A key metric on FedEx's balance sheet underscores why the shipping giant dropped Amazon as a customer
- FedEx Express, the company's air cargo segment, has ended its relationship with Amazon.
- According to FedEx's most recent quarterly report, the company certainly needs fewer Amazon-like customers - ones with huge volumes but low margins.
- Package volume through FedEx's non-overnight air deliveries has jumped by 24%, but revenue per package has decreased by 7%.
- Visit Business Insider's homepage for more stories.
Amazon is a big customer for delivery companies, but moving millions of Prime boxes isn't a high margin business for some.
"Amazon packages are very small, and they don't take up a whole lot of space, but at the same time there's not a whole lot of money to be made by moving them," Cathy Roberson, an analyst with Logistics Trends & Insights LLC, told Business Insider.
FedEx's most recent quarterly earnings highlighted that. The Memphis package carrier's segment of US deferred packages (non-priority shipments) jumped by 24%. But the revenue per package dipped by 7% - $16.52 to $15.41 per package. It shows the difference between volume and yield - a high-volume segment isn't necessarily one that drives operating profits.
US deferred packages are non-overnight air shipments that don't need to be delivered before a certain time. It comprises about a third of FedEx's domestic business.
But FedEx's air cargo network was built to carry priority, overnight shipments to deliver before certain times, but e-commerce doesn't have the same time crunch or service demands. Analysts say margins at Express have declined in recent years, partially because of that mismatch in Express's network and the fastest growing delivery segments.
"(A)t what point do we question the scale of the Express networks?" Barclays Brandon Oglenski analyst asked FedEx CEO and founder Fred Smith during a call with investors on June 25. "(B)ecause we've seen decade after decade of low returns, low margins and peak economic activity that can't put in a pretty good return, but still never really crossing that threshold of covering the cost of capital."
"(T)he only way I can respond to that is obviously the plans and the programs we put in place were designed to create superior returns," Smith responded. "We didn't just decide to do it for the hell of it and it reminds me a little bit about that old adage of Mike Tyson that everybody's got a plan till they get hit in the mouth."
Amazon is a prime example of low margins and high business
The margin confusion points to a key financial reasoning for FedEx's choice earlier this month not to renew its US air contract with Amazon. FedEx moved 200,000 Amazon packages per day, according to Moody's Investors Service.
Amazon comprised some 1.3% of FedEx's 2018 revenue. But Donald Broughton, the founder and manager partner of Broughton Capital, told Business Insider that the operating profit from that revenue was under 0.25% - "something between tiny and zero."
The relationship will end June 30 and not impact FedEx's other relationships with the company, FedEx said. "We respect FedEx's decision and thank them for their role serving Amazon customers over the years," an Amazon spokesperson told Business Insider.
"Our strategic decision to not renew the FedEx Express U.S. domestic contract with Amazon will also be a near-term headwind, which we expect to reverse to a positive in FY 2021, as we replace the lost volume and optimize the network," Brie Carere, FedEx's chief marketing and communications officer, told investors this week.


Every line below that has the string "forty" adds one to the count. Give that count by itself.

(Beginning of PROVIDED ENTRIES)

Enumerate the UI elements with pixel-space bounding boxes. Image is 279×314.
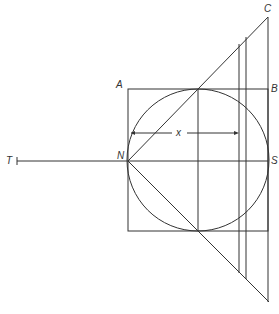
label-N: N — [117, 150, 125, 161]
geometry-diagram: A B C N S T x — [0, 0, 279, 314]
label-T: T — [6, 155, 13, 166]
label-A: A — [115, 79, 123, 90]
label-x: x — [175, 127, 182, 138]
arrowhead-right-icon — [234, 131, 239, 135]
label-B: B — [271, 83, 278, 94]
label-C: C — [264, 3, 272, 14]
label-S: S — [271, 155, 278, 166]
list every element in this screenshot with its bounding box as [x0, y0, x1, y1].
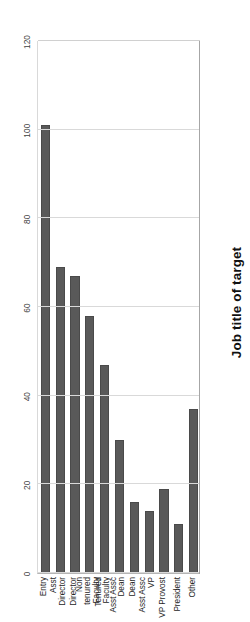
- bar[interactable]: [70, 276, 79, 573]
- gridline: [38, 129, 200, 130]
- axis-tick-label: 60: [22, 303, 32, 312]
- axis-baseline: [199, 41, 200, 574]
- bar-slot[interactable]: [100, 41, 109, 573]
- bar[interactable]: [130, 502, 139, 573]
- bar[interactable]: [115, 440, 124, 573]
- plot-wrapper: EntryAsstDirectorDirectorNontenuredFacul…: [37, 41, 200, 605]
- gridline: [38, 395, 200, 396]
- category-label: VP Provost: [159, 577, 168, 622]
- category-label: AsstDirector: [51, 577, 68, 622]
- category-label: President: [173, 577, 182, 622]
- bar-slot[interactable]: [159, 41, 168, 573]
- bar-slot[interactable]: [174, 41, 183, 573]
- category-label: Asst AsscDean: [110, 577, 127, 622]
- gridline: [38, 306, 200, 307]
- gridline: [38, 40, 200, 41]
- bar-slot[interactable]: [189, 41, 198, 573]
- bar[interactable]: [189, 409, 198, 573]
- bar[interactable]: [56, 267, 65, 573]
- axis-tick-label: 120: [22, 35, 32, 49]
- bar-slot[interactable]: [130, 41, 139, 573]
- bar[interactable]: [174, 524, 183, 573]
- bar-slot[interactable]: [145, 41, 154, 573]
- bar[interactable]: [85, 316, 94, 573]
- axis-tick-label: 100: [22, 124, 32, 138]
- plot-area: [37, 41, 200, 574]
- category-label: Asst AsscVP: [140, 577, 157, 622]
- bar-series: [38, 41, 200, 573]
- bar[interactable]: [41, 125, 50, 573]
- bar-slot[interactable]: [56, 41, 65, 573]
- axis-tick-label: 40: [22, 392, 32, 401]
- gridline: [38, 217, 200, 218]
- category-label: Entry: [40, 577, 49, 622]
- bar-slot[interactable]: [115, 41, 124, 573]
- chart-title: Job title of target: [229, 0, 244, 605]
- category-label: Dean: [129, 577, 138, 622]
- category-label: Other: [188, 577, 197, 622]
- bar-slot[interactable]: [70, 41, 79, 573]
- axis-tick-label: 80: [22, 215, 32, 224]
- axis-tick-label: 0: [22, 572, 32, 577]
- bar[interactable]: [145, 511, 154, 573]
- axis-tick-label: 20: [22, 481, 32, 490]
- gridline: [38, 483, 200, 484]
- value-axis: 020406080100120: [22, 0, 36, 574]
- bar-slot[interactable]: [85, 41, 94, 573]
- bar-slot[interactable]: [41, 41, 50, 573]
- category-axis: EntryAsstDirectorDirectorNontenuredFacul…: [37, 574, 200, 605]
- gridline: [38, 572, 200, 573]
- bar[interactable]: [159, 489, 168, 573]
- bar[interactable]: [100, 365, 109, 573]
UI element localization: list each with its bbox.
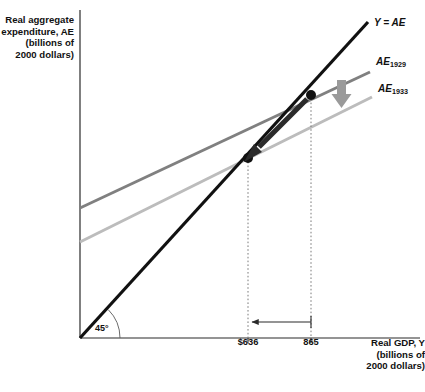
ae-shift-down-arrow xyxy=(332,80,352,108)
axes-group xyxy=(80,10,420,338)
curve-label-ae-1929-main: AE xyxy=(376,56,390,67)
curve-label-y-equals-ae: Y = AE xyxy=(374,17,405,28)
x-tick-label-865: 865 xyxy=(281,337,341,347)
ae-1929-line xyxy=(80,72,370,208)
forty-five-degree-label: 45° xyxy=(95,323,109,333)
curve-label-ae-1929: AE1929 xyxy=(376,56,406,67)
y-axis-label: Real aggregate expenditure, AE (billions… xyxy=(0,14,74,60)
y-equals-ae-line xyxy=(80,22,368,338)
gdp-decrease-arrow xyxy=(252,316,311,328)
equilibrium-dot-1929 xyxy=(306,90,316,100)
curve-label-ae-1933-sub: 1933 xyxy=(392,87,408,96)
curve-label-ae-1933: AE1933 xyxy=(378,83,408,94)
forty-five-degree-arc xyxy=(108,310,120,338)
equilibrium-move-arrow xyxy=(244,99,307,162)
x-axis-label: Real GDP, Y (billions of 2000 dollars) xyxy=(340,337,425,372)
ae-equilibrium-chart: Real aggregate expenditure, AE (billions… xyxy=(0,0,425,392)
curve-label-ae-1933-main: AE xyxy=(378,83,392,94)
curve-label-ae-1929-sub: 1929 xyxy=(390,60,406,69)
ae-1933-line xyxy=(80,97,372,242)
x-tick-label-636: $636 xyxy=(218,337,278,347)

(End of PROVIDED ENTRIES)

(ANSWER BELOW) 2